On Wed, 2009-12-02 at 17:13 -0800, David Brownell wrote:
> On Wednesday 02 December 2009, Zach Welch wrote:
> > Add '-c noinit' at the end to suppress the second 'init', if the first
> > one succeeds okay.
> 
> I'd rather just preserve the original semantics, where "init" just
> ensures that things were initialized after it runs ... instead of
> reporting an error when, for some reason, they're already set up.

Well, I think we agreed that we want to eliminate 'mode' altogether.

> We generally need to avoid creating backwards-incompatibilities
> like that semantic change.  At the moment, the general rule is
> that the new way will work for about a year before the old way
> stops.  That's enough time to give a reasonable chance to update
> all the various scripts, and enables coexistence during switches.
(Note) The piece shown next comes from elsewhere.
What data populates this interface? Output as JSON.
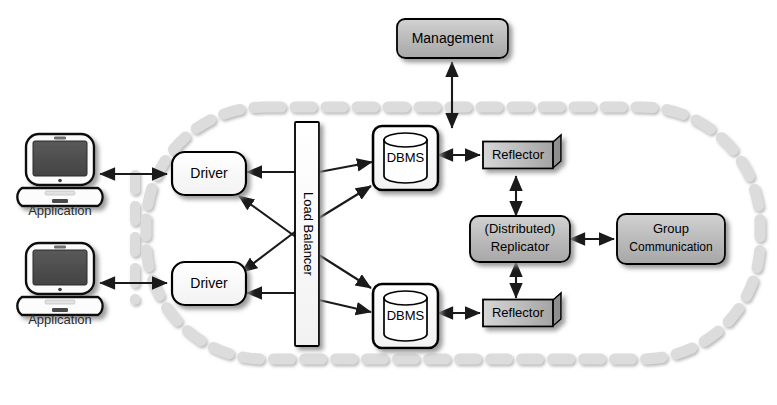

I think you are using "exceptional" semantics, but it was my intention
to preserve compatibility.  For "normal" use cases, I think it continues
to function as before.  But that's no excuse, just rationalization. ;)
For now, we could make the init's mode=COMMAND_ANY.  That should be a
temporary fix that solves your regression, though the other 'init'
commands may need similar treatment.

As far as backwards-compatibility, I have started thinking about cutting
1.0 for the sake of dropping it.  If we _care_ about backwards
compatibility, then we are already treating the code like the 1.0 branch
and the 0.x name is misleading and detrimental to our image.  If so,
then cut 0.4.0 as 1.0, and let's drop the charade that developers have
freedom to change stuff.  That's what 0.x means to me.